Norman SolomonWhen Dick Cheney surfaced on Wednesday long enough for an interview with Fox News eminence Brit Hume — an event that CNN’s Jack Cafferty promptly likened to “Bonnie interviewing Clyde” — the vice presidential media spin came out of a timeworn bag of political tricks. Cheney stepped forward and took responsibility. Whatever that means.

The top of the New York Times website swiftly put up a compliant headline: “Cheney Takes Full Responsibility for Shooting Hunter.” Later in the day, just before Fox News Channel aired interview segments at length, the summary from anchor Hume told viewers that Cheney accepted “full responsibility for the incident.” Yet, according to the transcript of the interview posted on the Fox site, Cheney never used the words “responsibility” or “responsible.”

Whatever their exact words, the politicians who can’t avoid acknowledging culpability are often the beneficiaries of excessive media plaudits for supposedly owning up to mistakes or worse. But those politicians rarely do more than just what the spin doctor ordered.

It’s not brave or even forthright for elected officials to express the contrition that seems advisable from a public-relations standpoint. When a convicted criminal voices remorse just before sentencing, the statement is often viewed as little more than a ploy dictated by circumstance. But when a politician ostensibly “takes responsibility” in the court of public opinion, much of the media coverage attaches great significance to an essentially meaningless statement that is a transparent effort to extinguish a scandal-fueled firestorm.

In almost every instance when a politician declares that he or she is “taking responsibility,” there’s no penalty attached to the proclamation. Across the terrain of political media, the I-take-responsibility maneuver is the equivalent of a hit-and-run driver offering an over-the-shoulder yell of “Sorry about that” while speeding away from a grisly scene.

On July 30, 2003 — several months after the occupation of Iraq began — President Bush held a news conference while U.S. forces continued to search in vain for weapons of mass destruction in Iraq. High up in a front-page story, The New York Times reported that Bush “took responsibility for the first time for an assertion in his State of the Union address about Iraq’s nuclear weapons program that turned out to be based on questionable intelligence.” Bush told reporters: “I take personal responsibility for everything I say, of course. I also take responsibility for making decisions on war and peace. And I analyzed a thorough body of intelligence, good, solid, sound intelligence that led me to come to the conclusion that it was necessary to remove Saddam Hussein from power.”

In that instance, as in so many others, Bush’s declaration about taking responsibility was nothing more than hot air to inflate ballooning rhetoric.

Last year, on Sept. 13 at the White House, the president said: “Katrina exposed serious problems in our response capability at all levels of government, and to the extent that the federal government didn’t fully do its job right, I take responsibility.” Events during the five months since then, compounding the terrible effects of the administration’s deadly negligence in response to Hurricane Katrina, underscore the true significance of the I-take-responsibility scam.

When Brit Hume and Dick Cheney did their Fox trot the other night, they were performing the kind of spectacle we’ve seen many times on television. Network correspondents and powerful politicians know the steps and the boundaries. Their footwork may look simple, but it’s fancy and expertly practiced. Contrary to pretense, the probing journalist doesn’t probe too much, and the forthcoming politician merely hunkers down with a new twist.

And so it goes: Whether the focus is on a quail hunt, or extreme negligence in connection with a hurricane, or chronic deception that propels the mass slaughter of a war, top officials may finally opt to “take responsibility.” But media spin is not genuine change.

Norman Solomon’s latest book, “War Made Easy: How Presidents and Pundits Keep Spinning Us to Death,” has just been published. To find out more about Norman Solomon and read his past columns, visit the Creators Syndicate Web page at www.creators.com.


• Exercise aim:
I'd like every line in the following listing that holds "screenshot" copied.

[Data listing — start]

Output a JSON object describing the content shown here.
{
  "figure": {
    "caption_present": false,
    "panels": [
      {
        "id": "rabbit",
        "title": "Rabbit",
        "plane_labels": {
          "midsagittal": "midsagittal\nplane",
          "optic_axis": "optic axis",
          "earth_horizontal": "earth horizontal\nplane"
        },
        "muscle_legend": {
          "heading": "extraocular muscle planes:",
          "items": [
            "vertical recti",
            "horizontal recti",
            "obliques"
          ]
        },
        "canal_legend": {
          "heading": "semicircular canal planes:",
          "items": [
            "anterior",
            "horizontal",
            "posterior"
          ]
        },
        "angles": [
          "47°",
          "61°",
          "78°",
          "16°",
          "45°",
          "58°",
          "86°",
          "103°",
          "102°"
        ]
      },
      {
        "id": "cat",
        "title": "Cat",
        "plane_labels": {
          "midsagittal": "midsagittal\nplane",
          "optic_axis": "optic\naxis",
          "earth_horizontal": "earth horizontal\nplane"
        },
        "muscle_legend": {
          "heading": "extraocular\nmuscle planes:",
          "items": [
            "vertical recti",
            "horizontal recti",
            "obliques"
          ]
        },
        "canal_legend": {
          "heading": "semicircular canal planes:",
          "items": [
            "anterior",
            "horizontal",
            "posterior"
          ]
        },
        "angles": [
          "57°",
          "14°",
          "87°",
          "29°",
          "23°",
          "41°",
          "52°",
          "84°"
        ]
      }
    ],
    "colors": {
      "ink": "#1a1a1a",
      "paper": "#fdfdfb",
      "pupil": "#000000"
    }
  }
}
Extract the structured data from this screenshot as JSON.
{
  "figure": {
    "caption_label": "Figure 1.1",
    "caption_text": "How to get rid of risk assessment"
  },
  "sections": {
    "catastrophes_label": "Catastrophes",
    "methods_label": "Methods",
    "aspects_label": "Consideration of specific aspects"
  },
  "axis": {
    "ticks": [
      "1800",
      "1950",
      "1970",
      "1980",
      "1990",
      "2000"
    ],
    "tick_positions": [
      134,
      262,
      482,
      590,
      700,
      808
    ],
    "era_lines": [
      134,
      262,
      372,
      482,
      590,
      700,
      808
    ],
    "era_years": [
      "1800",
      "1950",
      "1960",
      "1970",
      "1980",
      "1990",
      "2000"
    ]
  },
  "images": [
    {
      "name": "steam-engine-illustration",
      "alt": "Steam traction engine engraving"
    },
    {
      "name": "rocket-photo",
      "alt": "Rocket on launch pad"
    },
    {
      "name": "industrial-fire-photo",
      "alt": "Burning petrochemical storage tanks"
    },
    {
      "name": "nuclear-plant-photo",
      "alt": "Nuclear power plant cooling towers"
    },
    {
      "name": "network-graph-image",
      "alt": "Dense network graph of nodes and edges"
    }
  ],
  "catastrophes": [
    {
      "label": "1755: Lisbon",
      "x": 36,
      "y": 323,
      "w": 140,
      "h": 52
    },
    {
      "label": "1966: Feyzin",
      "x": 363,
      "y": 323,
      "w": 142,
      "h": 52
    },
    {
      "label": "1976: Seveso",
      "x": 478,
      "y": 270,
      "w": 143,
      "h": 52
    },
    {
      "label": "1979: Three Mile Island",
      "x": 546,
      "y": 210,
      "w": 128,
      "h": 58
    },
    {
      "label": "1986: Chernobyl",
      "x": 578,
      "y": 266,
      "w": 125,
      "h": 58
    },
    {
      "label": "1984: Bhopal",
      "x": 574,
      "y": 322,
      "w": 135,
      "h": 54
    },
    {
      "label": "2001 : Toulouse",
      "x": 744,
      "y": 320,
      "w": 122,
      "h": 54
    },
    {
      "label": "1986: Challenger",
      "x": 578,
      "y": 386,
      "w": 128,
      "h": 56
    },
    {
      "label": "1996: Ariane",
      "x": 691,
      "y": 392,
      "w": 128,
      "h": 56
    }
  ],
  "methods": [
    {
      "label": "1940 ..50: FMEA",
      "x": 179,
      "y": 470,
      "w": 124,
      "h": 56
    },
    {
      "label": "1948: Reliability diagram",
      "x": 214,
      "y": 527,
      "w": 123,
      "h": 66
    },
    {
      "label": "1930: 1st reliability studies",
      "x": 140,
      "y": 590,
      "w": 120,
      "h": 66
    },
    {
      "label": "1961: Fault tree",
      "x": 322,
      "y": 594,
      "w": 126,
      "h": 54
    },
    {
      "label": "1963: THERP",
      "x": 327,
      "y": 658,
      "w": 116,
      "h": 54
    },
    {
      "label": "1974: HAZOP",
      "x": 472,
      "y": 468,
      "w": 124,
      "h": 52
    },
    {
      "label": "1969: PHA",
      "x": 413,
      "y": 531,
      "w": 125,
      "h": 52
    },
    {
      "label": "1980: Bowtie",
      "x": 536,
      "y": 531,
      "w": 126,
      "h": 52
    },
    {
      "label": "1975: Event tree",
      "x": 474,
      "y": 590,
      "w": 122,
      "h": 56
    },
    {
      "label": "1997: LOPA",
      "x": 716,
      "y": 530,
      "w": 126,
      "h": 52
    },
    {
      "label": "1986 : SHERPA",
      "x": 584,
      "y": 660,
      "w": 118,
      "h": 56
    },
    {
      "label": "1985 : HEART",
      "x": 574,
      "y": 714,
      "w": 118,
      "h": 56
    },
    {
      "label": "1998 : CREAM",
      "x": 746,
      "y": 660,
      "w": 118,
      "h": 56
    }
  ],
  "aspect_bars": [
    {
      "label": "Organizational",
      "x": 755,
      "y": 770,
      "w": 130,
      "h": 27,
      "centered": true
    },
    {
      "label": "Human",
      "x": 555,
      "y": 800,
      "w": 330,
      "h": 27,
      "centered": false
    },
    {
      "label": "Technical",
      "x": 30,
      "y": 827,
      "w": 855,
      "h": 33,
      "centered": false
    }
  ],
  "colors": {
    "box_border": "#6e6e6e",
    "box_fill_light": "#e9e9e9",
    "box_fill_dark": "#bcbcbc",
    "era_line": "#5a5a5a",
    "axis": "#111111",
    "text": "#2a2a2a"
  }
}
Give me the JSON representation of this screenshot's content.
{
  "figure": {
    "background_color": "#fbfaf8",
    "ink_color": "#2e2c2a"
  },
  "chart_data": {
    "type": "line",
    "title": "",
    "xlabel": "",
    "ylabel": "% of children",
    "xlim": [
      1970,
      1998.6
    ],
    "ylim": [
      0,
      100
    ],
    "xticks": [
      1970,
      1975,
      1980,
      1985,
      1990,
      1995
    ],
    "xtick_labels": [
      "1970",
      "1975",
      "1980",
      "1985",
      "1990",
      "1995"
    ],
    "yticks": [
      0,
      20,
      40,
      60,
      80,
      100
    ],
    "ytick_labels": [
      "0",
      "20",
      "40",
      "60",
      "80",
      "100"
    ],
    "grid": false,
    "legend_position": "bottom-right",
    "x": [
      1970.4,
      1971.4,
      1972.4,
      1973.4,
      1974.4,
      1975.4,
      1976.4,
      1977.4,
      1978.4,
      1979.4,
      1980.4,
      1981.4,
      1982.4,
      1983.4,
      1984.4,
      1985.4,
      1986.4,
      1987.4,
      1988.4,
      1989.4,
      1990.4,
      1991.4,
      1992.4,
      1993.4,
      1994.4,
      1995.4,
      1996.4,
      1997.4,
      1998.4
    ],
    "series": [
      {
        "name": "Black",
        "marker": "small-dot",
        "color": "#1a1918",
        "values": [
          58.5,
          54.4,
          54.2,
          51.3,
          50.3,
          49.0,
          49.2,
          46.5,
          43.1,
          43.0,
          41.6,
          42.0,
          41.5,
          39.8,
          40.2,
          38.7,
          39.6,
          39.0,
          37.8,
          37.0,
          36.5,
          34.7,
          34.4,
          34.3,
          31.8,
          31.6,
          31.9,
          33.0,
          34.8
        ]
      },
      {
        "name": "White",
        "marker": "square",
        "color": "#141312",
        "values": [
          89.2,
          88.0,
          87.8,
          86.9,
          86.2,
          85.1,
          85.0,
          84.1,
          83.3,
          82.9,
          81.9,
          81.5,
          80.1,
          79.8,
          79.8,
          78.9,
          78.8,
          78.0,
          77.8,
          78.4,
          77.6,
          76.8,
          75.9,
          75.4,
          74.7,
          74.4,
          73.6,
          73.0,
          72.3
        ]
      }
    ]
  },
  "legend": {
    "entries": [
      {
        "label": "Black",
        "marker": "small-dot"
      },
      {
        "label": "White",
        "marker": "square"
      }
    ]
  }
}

[Data listing — finish]

• Exercise solution:
Extract the structured data from this screenshot as JSON.
Give me the JSON representation of this screenshot's content.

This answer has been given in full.